Board game they design
Students build a game whose rules encode content (a fractions race, a food-web chain), then playtest with a partner and revise the rules that don't work.
Public service campaign
Students make a poster, PSA, or short post persuading a real audience to act on a real issue, like water conservation or kindness, aimed at a specific audience.
Community proposal / pitch
Students research a real improvement (a school recycling plan) and pitch it to a real audience, the principal or a class "council," with reasons and a plan.
Op-ed / letter to the editor
Students write a short opinion piece on a topic they care about, name the strongest opposing view, and answer it. Optionally send it somewhere real.
Field guide to a local place
Students observe the schoolyard or a nearby park and make a small illustrated guide covering species, features, and patterns, with labeled evidence.
Peer critique & revision cycle
Students trade any draft, give structured feedback ("one glow, one grow"), and make visible revisions. The demonstration is how they take and use feedback.
Teach-back / peer tutoring
A student teaches a concept they've mastered to a peer or the class, in their own words, with an example. Teaching it proves they own it.
Genius hour / self-directed inquiry
Students pick a question they care about, plan how to investigate it, and share what they found. They set the goal and manage the work.
Reflection / learning journal
Students keep a short running log of what they tried, what was hard, and what they'd change.
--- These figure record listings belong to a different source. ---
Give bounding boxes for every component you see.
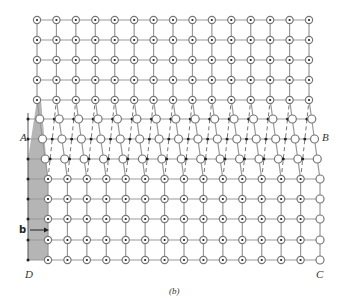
figure-caption: (b) (169, 286, 180, 296)
dislocation-lattice-diagram (0, 0, 347, 303)
label-a: A (20, 131, 27, 143)
burgers-vector-label: b (19, 224, 26, 235)
label-c: C (316, 268, 323, 280)
label-b: B (322, 131, 329, 143)
label-d: D (25, 268, 33, 280)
It names their own growth over time.
Debate / Socratic seminar
Students prepare positions on a real question, then discuss, building on peers, citing evidence, and shifting when the argument earns it.
Portfolio defense
Students gather a few pieces of their own work and present what the collection shows about who they're becoming, the Portrait's core question, answered by the learner.
13 places in Nevada to take it
The same standards, paired with a verified Nevada field trip or free classroom resource, because place-based beats theoretical every time.
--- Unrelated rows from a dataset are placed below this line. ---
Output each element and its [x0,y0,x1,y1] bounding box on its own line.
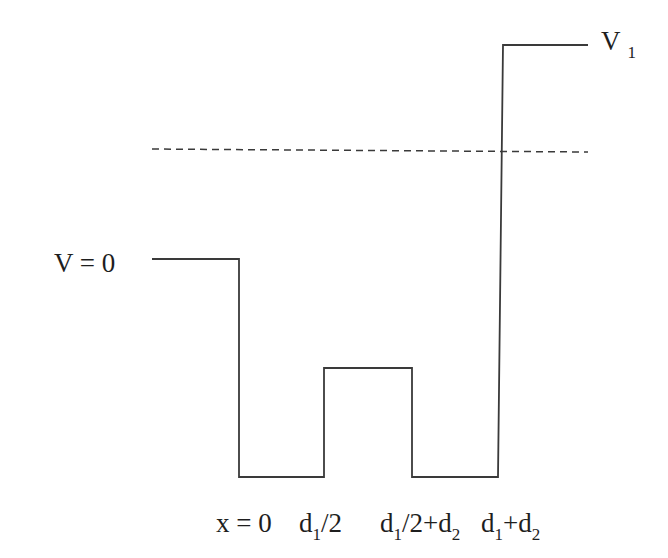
v1-label: V1 [601,28,636,55]
d1-d2-mid: +d [503,508,532,538]
potential-diagram [0,0,668,558]
d1-half-label: d1/2 [299,510,342,537]
d1h-d2-sub1: 1 [394,525,403,544]
d1-half-plus-d2-label: d1/2+d2 [380,510,460,537]
d1h-d2-sub2: 2 [452,525,461,544]
v1-subscript: 1 [628,43,637,62]
x0-label: x = 0 [216,510,272,537]
d1-half-d: d [299,508,313,538]
d1-half-post: /2 [321,508,342,538]
d1-d2-sub1: 1 [495,525,504,544]
v0-text: V = 0 [54,248,115,278]
x0-text: x = 0 [216,508,272,538]
v0-label: V = 0 [54,250,115,277]
potential-profile-line [152,45,588,477]
v1-main: V [601,26,621,56]
d1-half-sub: 1 [313,525,322,544]
energy-level-dashed-line [152,149,588,152]
d1-d2-d: d [481,508,495,538]
d1-d2-sub2: 2 [532,525,541,544]
d1h-d2-d: d [380,508,394,538]
d1-plus-d2-label: d1+d2 [481,510,540,537]
d1h-d2-mid: /2+d [402,508,452,538]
Character from the artifacts
Students pick a real 1905 Las Vegas figure and infer thoughts and motives from objects on display.
Should the railroad have come here?
Students write an opinion, steelmanning the opposing view before giving reasons.
Two sources on one Nevada story
Students combine a museum panel with a second text to write one paragraph no single source could support.
Trail-talk build-on
On a canyon trail, students discuss using stems like "Building on ___," naming whose idea they're adding to.
Water budget of the Preserve
Students build and solve a real measurement problem about desert water use, then defend their operation choice.
Reasonable-or-not: the bus trip
Students plan their own field-trip numbers, estimate first, then check whether the answer passes their own gate.
Prove it two ways
Students compare two fractions with a number line and a benchmark; if the methods disagree, they find the error.
Boxcar volume
Students model a boxcar with unit cubes, compute volume, and reason about freight capacity versus a truck.
Read the erosion at Lake Mead
Students predict how water reshapes rock and soil, observe on site, then revise the prediction and explain the gap.
Pitch the flood fix
Teams design two protections for a local site, compare tradeoffs, and pitch one to the class "town council."
The Ichthyosaur's Nevada
Students use Nevada's state fossil as evidence this desert was once an ocean, building a claim-evidence-reasoning case.
Dark-sky patterns
Students chart shadow or star-position data over time and argue why dark skies make the pattern observable.
Nevada resource audit
Groups research one way a Nevada community protects a resource, then combine findings into one class recommendation.
This is what Curator does while you plan your lesson.
Everything on this page, the lens reading, the coverage log, the Portrait picture, is the manual version of what Curator does automatically, the moment a teacher tags the standard they were already going to teach.
Tag the standard: the one action already part of the job.
The plan files itself: straight to the teacher's own Drive.
Coverage logs itself: by class, by standard, by date.
The lens appears: the Portrait, built for free.